Dzhakishev gets 14 Years for Embezzlement

15.03.2010
    A Kazakh court convicted Mukhtar Dzhakishev, a former president of state-run nuclear energy company Kazatomprom, of embezzlement and sentenced him to 14 years in prison.
    Dzhakishev went on trial in January, charged with stealing 99.8 million tenge (about $679,000) during the opening of the Kazatomprom’s representative office in Vienna.
    He was ousted as head of the company last May and later arrested on suspicion of embezzling state shares in uranium deposits, including one co- owned by Canada’s Uranium One Inc., by transferring them to offshore companies. An investigation into the charge continues.
    In addition to the 14-year prison sentence, Dzhakishev was barred from holding a government job for seven years, his lawyer Nurlan Beisekeyev said by telephone from Astana today. The trial was closed to the public. Dzhakishev denies the charges and plans to appeal the verdict, Beisekeyev said.
    Earlier this month, Dzhakishev said his trial was rigged and that the court was preventing him from mounting a proper defense. “It’s obvious that I can’t count on getting justice in my own country, and that my fate has been decided in advance,” he told the judge at the time.
    Under Dzhakishev, Kazatomprom planned to make Kazakhstan the world’s largest uranium producer in 2009 as it sought to expand to nuclear power generation and power-plant construction. Kazakhstan said in December it had achieved the goal by overtaking Canada and Australia. The former Soviet republic accounts for 15 percent of world uranium reserves.
    Kazakhstan chairs the Organization for Security and Cooperation in Europe this year, according to Bloomberg.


• Problem to work on: Every line that contains the word "foreshore" should be copied from the records below.

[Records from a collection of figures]
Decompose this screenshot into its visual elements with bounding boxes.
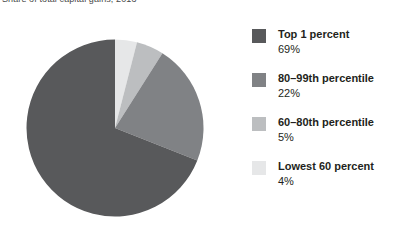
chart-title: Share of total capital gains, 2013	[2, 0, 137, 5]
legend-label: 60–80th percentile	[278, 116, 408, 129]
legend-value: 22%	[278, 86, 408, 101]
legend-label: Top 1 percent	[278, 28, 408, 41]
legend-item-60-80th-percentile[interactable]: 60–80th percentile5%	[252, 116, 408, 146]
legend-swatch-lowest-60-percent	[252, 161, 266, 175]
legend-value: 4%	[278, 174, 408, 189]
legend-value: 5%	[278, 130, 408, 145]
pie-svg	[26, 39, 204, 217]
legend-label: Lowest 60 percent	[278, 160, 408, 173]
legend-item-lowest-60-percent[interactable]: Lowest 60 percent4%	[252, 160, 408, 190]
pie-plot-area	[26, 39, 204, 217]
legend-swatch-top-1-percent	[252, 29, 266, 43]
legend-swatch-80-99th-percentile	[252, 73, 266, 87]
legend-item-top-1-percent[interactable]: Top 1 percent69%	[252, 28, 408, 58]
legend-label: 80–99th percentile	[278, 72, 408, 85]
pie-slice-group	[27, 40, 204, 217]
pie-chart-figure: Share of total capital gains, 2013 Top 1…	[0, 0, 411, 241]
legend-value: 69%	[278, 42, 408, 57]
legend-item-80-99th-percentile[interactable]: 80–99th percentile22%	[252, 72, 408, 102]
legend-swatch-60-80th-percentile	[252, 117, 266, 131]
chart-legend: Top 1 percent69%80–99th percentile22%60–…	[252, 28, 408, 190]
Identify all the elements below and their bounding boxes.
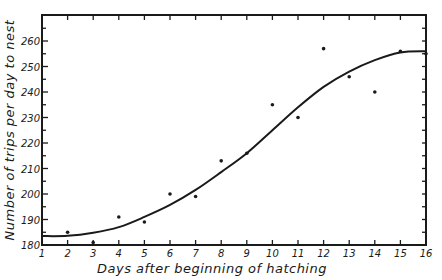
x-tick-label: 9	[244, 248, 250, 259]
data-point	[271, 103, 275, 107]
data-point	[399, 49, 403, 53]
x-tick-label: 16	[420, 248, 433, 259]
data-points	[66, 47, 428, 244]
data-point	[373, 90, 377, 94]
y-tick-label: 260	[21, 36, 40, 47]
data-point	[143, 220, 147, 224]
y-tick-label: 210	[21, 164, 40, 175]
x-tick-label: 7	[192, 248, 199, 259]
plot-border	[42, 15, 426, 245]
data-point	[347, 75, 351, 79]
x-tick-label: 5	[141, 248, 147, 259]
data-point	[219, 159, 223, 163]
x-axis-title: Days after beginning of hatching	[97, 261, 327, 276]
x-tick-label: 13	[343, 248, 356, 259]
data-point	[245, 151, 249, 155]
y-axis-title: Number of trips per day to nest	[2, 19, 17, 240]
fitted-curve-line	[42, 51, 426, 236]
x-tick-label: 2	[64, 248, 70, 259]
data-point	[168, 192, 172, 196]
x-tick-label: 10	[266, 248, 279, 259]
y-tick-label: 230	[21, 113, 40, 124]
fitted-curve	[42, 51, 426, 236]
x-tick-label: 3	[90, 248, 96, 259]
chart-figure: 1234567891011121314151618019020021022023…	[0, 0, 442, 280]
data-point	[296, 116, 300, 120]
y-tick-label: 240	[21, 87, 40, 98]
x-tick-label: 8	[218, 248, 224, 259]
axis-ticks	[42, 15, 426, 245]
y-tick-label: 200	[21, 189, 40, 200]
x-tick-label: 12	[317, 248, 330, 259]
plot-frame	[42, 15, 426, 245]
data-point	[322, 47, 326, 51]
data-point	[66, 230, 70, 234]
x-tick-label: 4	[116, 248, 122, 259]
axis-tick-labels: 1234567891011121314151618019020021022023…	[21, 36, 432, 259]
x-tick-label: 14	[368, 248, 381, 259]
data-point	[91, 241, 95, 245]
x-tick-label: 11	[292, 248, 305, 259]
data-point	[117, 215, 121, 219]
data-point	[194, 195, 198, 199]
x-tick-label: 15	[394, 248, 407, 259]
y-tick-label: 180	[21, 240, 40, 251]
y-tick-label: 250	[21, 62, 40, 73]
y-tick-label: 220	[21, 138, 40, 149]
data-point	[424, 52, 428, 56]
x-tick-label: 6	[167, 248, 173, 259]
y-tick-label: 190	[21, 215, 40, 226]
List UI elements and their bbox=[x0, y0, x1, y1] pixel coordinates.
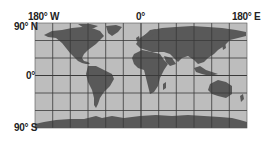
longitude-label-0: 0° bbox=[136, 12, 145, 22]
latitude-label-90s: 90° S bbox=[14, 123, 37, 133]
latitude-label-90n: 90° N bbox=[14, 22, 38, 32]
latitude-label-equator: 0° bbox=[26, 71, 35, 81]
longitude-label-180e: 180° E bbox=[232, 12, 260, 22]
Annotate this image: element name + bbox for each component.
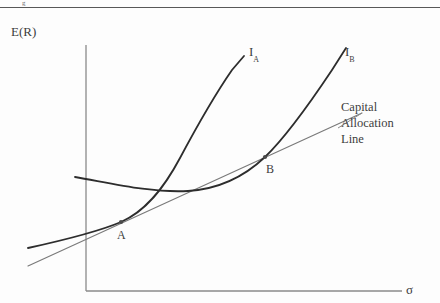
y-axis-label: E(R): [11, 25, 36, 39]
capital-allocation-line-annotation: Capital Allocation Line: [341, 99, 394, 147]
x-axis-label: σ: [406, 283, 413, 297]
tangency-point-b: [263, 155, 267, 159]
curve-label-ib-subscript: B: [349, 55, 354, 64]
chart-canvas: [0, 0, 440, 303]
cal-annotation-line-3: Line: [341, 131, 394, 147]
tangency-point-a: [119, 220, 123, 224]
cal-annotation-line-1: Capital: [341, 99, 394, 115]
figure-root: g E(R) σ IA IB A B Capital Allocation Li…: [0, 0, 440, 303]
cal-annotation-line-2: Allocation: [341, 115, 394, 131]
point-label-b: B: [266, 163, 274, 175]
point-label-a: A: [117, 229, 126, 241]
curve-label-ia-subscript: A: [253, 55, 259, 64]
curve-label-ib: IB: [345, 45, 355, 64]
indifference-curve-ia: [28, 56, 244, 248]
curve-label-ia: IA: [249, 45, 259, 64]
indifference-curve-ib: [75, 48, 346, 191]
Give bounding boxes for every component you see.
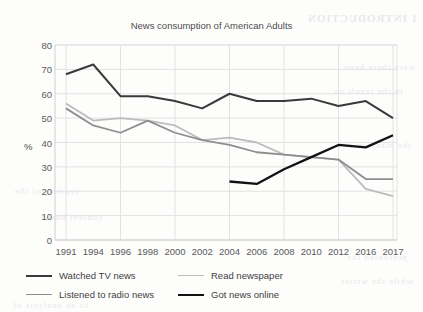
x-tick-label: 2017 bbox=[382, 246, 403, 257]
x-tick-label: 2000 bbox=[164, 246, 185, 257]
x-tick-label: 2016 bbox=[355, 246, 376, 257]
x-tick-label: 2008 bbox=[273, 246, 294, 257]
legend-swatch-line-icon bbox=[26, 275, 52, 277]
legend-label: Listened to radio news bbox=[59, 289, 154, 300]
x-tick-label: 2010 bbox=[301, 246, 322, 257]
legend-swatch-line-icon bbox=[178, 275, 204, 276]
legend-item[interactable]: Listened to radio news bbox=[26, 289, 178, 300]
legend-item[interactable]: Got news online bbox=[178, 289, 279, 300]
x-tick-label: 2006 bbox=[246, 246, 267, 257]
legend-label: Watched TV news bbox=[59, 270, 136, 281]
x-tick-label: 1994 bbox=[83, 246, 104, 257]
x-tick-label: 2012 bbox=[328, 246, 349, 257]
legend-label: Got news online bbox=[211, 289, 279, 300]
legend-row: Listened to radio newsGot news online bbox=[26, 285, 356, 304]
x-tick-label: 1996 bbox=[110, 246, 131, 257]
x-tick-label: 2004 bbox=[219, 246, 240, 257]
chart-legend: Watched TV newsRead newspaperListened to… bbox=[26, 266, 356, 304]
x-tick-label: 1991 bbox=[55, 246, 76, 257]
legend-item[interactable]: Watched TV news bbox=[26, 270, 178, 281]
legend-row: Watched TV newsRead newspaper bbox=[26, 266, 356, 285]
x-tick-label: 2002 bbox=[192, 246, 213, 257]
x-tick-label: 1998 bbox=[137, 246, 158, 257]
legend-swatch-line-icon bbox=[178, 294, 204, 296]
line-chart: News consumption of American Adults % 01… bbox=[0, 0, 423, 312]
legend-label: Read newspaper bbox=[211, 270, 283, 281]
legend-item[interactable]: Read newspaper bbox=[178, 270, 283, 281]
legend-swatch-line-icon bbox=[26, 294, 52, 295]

==

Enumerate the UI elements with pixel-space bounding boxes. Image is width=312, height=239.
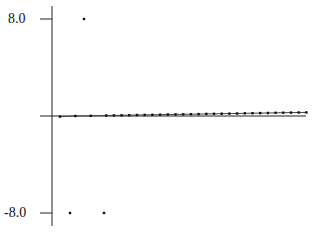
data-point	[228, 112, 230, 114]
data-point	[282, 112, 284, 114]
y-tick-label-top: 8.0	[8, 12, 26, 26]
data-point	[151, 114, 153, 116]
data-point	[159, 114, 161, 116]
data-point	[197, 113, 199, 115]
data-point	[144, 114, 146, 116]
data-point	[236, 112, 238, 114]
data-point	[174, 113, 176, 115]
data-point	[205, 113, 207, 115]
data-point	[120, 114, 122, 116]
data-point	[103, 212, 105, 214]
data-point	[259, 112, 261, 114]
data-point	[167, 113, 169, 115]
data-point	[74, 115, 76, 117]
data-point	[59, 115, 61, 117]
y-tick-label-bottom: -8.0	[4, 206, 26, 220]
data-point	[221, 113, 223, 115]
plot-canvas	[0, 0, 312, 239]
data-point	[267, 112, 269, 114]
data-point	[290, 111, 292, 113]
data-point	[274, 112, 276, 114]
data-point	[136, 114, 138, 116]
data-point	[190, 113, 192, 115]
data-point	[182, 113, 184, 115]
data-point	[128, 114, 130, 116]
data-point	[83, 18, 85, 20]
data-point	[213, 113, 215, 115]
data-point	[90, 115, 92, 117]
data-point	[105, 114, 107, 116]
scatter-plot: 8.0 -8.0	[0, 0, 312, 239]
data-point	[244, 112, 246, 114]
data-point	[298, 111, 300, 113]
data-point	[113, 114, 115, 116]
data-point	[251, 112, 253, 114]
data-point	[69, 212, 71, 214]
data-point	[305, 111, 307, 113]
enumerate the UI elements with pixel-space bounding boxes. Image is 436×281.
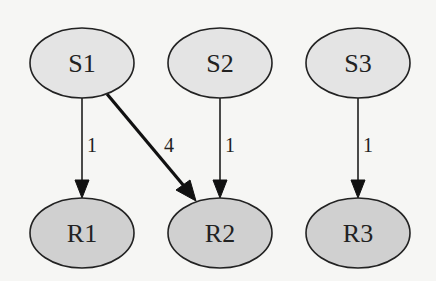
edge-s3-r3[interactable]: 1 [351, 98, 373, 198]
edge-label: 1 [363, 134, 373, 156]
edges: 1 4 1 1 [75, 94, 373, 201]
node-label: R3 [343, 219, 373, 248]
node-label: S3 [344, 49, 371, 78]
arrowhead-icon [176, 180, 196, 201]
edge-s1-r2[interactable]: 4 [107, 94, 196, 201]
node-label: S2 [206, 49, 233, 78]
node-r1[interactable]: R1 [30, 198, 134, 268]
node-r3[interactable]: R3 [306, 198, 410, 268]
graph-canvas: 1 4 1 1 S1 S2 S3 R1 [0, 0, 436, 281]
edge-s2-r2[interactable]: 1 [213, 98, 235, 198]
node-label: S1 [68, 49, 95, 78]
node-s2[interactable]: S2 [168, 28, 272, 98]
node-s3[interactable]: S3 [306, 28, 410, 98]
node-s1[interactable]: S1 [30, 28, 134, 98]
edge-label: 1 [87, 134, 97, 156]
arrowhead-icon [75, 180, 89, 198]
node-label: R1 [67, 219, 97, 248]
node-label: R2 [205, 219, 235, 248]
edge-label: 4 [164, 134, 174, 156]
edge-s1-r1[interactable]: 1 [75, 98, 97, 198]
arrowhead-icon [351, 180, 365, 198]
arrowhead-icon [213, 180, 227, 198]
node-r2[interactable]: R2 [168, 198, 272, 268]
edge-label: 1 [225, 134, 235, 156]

---

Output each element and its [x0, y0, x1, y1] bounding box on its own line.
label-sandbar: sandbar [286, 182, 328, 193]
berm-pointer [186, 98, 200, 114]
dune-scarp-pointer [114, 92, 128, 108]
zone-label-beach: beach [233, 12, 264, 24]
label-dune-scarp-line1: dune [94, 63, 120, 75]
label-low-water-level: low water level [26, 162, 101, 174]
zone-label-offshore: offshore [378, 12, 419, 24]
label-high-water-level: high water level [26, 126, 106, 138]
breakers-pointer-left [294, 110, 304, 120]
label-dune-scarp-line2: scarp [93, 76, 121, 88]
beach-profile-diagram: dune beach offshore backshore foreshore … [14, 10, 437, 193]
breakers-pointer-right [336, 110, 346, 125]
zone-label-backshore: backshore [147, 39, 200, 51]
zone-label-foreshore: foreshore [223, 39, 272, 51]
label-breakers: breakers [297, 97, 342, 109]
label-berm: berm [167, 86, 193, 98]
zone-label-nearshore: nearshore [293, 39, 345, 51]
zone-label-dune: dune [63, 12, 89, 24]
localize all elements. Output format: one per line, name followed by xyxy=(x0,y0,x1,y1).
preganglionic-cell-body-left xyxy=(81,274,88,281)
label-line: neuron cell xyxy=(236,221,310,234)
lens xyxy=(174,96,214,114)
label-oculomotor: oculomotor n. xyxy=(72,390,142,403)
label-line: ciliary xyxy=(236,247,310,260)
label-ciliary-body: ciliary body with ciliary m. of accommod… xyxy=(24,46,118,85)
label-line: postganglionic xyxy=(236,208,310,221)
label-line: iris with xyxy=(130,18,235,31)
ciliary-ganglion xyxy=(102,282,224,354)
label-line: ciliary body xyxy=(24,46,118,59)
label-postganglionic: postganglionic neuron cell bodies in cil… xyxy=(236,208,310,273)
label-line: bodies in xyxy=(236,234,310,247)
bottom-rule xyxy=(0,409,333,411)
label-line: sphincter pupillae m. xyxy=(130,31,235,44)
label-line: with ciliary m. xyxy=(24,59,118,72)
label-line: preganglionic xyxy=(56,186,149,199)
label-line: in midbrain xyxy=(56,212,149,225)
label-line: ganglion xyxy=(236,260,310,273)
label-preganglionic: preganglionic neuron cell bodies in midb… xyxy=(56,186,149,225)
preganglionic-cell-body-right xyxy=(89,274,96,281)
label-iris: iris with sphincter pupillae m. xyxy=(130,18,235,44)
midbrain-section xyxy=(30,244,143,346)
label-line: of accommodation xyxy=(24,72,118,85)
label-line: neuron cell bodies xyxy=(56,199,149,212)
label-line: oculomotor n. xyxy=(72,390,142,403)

• Answer section:
beach-profile-diagram: dune beach offshore backshore foreshore … [14, 10, 437, 193]
zone-label-foreshore: foreshore [223, 39, 272, 51]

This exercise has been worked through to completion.